Why do we post the things we do? It is a hard thing to think about. It’s like that childhood moment when suddenly you realize you’re too old to play “house.” The dolls aren’t real, you’re not really a mom or dad, and anyway, real life may not be so great as to want to play it out more than you have to. Pulling back the curtain of why we post the things we do can make us ponder things about ourselves we don’t really want to think about. Flaws. Bad feelings. Things we know we need to work on but don’t really want to. Are you willing to take the journey?

First Image Credit: http://www.flickr.com/photos/openpad/3718789722/sizes/s/in/photostream/ via Creative Commons

Second Image Credit: http://www.flickr.com/photos/22261474@N08/8272939201/ via Creative Commons

Filed Under: Musings

A Letter To Those Of You With 1,500 Twitter Followers Or Fewer

by Margie Clayman

4892486499_b03e35b730_mYesterday, shortly after the events in Boston started to unfold, a person who is very well known online still had their automated posts flowing into Twitter. One such post mentioned something goofy or something seemed inappropriately light-hearted for what was going on at that time. A person retweeted that post and mentioned that it was inappropriate. “This is why you shouldn’t automate your tweets” was the message with the shared post.

Shortly thereafter, the well-known person issued a pithy, not automated tweet. They said, “I love how people with under 1,500 followers are telling me how to tweet.”

To me, this means that this well-known person not only was taken off guard by a very appropriate criticism, but then they looked at how many followers the tweeter had before responding. Would this response have been different if the critique came from someone with 100,000 followers? Logic seems to indicate yes.
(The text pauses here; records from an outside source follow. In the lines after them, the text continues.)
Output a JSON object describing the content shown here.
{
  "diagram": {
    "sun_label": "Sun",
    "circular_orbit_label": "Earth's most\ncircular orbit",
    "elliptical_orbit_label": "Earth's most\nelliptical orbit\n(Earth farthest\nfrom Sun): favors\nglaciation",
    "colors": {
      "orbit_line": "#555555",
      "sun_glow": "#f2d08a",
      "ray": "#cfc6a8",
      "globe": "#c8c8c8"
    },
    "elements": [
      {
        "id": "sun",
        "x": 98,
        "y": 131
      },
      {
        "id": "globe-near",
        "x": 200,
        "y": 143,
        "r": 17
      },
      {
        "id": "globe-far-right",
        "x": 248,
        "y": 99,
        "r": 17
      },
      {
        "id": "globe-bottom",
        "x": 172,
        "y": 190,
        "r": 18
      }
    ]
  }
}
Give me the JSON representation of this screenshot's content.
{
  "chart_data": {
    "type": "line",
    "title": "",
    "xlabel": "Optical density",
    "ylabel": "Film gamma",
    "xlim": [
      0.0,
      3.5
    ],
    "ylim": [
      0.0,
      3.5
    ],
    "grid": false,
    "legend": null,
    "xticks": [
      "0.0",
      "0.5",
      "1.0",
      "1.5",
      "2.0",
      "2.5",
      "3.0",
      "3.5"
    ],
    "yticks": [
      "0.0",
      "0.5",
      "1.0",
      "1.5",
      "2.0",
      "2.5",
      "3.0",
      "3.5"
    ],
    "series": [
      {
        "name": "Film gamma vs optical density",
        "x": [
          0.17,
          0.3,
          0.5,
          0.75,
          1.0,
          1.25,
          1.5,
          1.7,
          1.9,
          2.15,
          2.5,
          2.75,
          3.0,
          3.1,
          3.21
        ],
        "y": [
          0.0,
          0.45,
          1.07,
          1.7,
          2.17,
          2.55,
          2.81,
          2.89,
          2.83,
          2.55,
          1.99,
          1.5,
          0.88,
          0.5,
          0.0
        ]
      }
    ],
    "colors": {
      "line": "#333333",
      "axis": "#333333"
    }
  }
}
I have never wanted to write a “call out” post so badly in all my life. There is so much wrong about this exchange, especially during a time when people need love, support, and a sense that the world isn’t falling apart. But I don’t want to use this time to rip someone up. Instead, I want to build up those of you who may have seen this comment from someone you may look to as a role model, from someone you felt you were learning from, and I want to tell you that these words are not anything you need to pay attention to.

Some of the most amazing people I know have 1,500 followers or fewer. If they don’t know, they did at one point. I still remember (with the occasional nightmarish flashback) how frustrating Twitter was when I first got started. More than 1,000 followers? Are you kidding? I couldn’t get anyone to talk to me. I was stuck at 67-75 followers for months, and each follow or unfollow was ludicrously meaningful. When I got to 100 followers I felt like trumpets should be blowing, although I was sort of ignoring the high percentage of spam bots that made up my following. Details, details.
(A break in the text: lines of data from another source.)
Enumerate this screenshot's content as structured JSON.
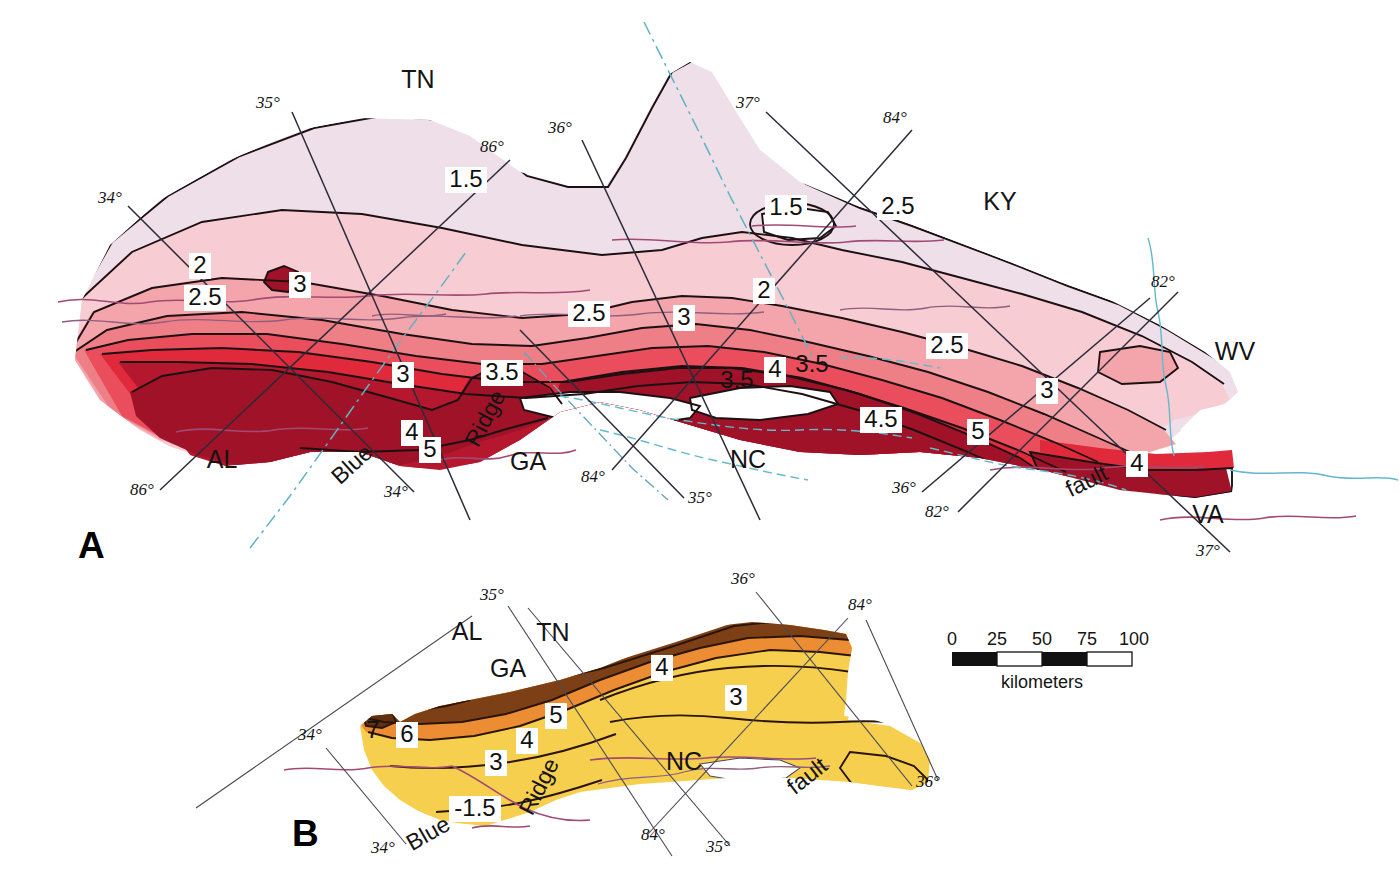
{
  "figure": {
    "type": "geologic-contour-map",
    "panels": [
      {
        "id": "A",
        "label": "A",
        "description": "Appalachian region isopach / thickness contour map, red color ramp",
        "state_labels": [
          {
            "text": "TN",
            "x": 418,
            "y": 88
          },
          {
            "text": "KY",
            "x": 1000,
            "y": 210
          },
          {
            "text": "WV",
            "x": 1235,
            "y": 360
          },
          {
            "text": "AL",
            "x": 222,
            "y": 468
          },
          {
            "text": "GA",
            "x": 528,
            "y": 470
          },
          {
            "text": "NC",
            "x": 748,
            "y": 468
          },
          {
            "text": "VA",
            "x": 1208,
            "y": 523
          }
        ],
        "feature_labels": [
          {
            "text": "Blue",
            "x": 357,
            "y": 470,
            "rotate": -42
          },
          {
            "text": "Ridge",
            "x": 492,
            "y": 422,
            "rotate": -62
          },
          {
            "text": "fault",
            "x": 1090,
            "y": 488,
            "rotate": -26
          }
        ],
        "degree_labels": [
          {
            "text": "35°",
            "x": 268,
            "y": 108
          },
          {
            "text": "86°",
            "x": 492,
            "y": 152
          },
          {
            "text": "36°",
            "x": 560,
            "y": 133
          },
          {
            "text": "37°",
            "x": 748,
            "y": 108
          },
          {
            "text": "84°",
            "x": 895,
            "y": 123
          },
          {
            "text": "34°",
            "x": 110,
            "y": 203
          },
          {
            "text": "82°",
            "x": 1163,
            "y": 287
          },
          {
            "text": "86°",
            "x": 142,
            "y": 495
          },
          {
            "text": "34°",
            "x": 396,
            "y": 497
          },
          {
            "text": "84°",
            "x": 593,
            "y": 482
          },
          {
            "text": "35°",
            "x": 700,
            "y": 503
          },
          {
            "text": "36°",
            "x": 904,
            "y": 493
          },
          {
            "text": "82°",
            "x": 937,
            "y": 517
          },
          {
            "text": "37°",
            "x": 1208,
            "y": 556
          }
        ],
        "contour_labels": [
          {
            "value": "1.5",
            "x": 465,
            "y": 182
          },
          {
            "value": "1.5",
            "x": 786,
            "y": 210
          },
          {
            "value": "2.5",
            "x": 898,
            "y": 209
          },
          {
            "value": "2",
            "x": 200,
            "y": 268
          },
          {
            "value": "3",
            "x": 300,
            "y": 287
          },
          {
            "value": "2.5",
            "x": 205,
            "y": 300
          },
          {
            "value": "2.5",
            "x": 589,
            "y": 316
          },
          {
            "value": "3",
            "x": 684,
            "y": 320
          },
          {
            "value": "2",
            "x": 764,
            "y": 293
          },
          {
            "value": "2.5",
            "x": 947,
            "y": 348
          },
          {
            "value": "3",
            "x": 403,
            "y": 377
          },
          {
            "value": "3.5",
            "x": 502,
            "y": 375
          },
          {
            "value": "3.5",
            "x": 737,
            "y": 383
          },
          {
            "value": "4",
            "x": 775,
            "y": 372
          },
          {
            "value": "3.5",
            "x": 812,
            "y": 367
          },
          {
            "value": "3",
            "x": 1047,
            "y": 393
          },
          {
            "value": "4",
            "x": 412,
            "y": 435
          },
          {
            "value": "5",
            "x": 430,
            "y": 452
          },
          {
            "value": "4.5",
            "x": 881,
            "y": 422
          },
          {
            "value": "5",
            "x": 978,
            "y": 434
          },
          {
            "value": "4",
            "x": 1137,
            "y": 466
          }
        ]
      },
      {
        "id": "B",
        "label": "B",
        "description": "Southern Appalachian thickness contour map, brown-orange-yellow color ramp",
        "state_labels": [
          {
            "text": "AL",
            "x": 467,
            "y": 640
          },
          {
            "text": "TN",
            "x": 553,
            "y": 641
          },
          {
            "text": "GA",
            "x": 508,
            "y": 677
          },
          {
            "text": "NC",
            "x": 684,
            "y": 770
          }
        ],
        "feature_labels": [
          {
            "text": "Blue",
            "x": 432,
            "y": 840,
            "rotate": -30
          },
          {
            "text": "Ridge",
            "x": 546,
            "y": 790,
            "rotate": -63
          },
          {
            "text": "fault",
            "x": 812,
            "y": 782,
            "rotate": -38
          }
        ],
        "degree_labels": [
          {
            "text": "35°",
            "x": 492,
            "y": 600
          },
          {
            "text": "36°",
            "x": 743,
            "y": 584
          },
          {
            "text": "84°",
            "x": 860,
            "y": 610
          },
          {
            "text": "34°",
            "x": 310,
            "y": 740
          },
          {
            "text": "34°",
            "x": 383,
            "y": 853
          },
          {
            "text": "84°",
            "x": 653,
            "y": 840
          },
          {
            "text": "35°",
            "x": 718,
            "y": 852
          },
          {
            "text": "36°",
            "x": 928,
            "y": 787
          }
        ],
        "contour_labels": [
          {
            "value": "4",
            "x": 662,
            "y": 670
          },
          {
            "value": "3",
            "x": 736,
            "y": 700
          },
          {
            "value": "5",
            "x": 556,
            "y": 718
          },
          {
            "value": "7",
            "x": 373,
            "y": 733
          },
          {
            "value": "6",
            "x": 407,
            "y": 737
          },
          {
            "value": "4",
            "x": 527,
            "y": 743
          },
          {
            "value": "3",
            "x": 496,
            "y": 765
          },
          {
            "value": "-1.5",
            "x": 475,
            "y": 811
          }
        ]
      }
    ],
    "scalebar": {
      "ticks": [
        "0",
        "25",
        "50",
        "75",
        "100"
      ],
      "caption": "kilometers",
      "segments": [
        "fill",
        "empty",
        "fill",
        "empty"
      ]
    },
    "colors": {
      "a_band1": "#efdde8",
      "a_band2": "#f6cfd4",
      "a_band3": "#f3a8ae",
      "a_band4": "#ef7f86",
      "a_band5": "#ea5560",
      "a_band6": "#e02c3c",
      "a_band7": "#b3172f",
      "a_band8": "#991227",
      "b_yellow": "#f6cf4d",
      "b_orange": "#ea8c32",
      "b_brown": "#7b3f16",
      "b_darkbrown": "#5d2f10",
      "graticule": "#2b2b3a",
      "river": "#a34a74",
      "stateline": "#5fb3c4"
    }
  }
}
Anyway, the number of followers you have on Twitter does not matter. Certainly it does not pertain to your value as a person or the value of your advice. In the above scenario, who do you feel was more right in their actions? Who do you feel is more attuned to what is appropriate during a tragedy? It’s not about the number of followers. And clearly, how many followers you have does not improve you as a person. A person who is truly confident in themselves can accept criticism with grace, no matter how many followers or “fans” they have. Followers, like money, can’t buy you love.

When I follow people, I don’t look at how many followers they have. I look at how they interact with the people who are following them. I look to see if they are trying to use this online world to communicate, not just promote. I don’t care if you have 16 followers or 16,000. I’ve been at point a. I’ll probably never be at point b.

Does that matter to you?

Hang in there. Don’t let the big cats get you down. And to that person who called out the big guy – good for you. You did nothing wrong. The Emperor really isn’t wearing clothes.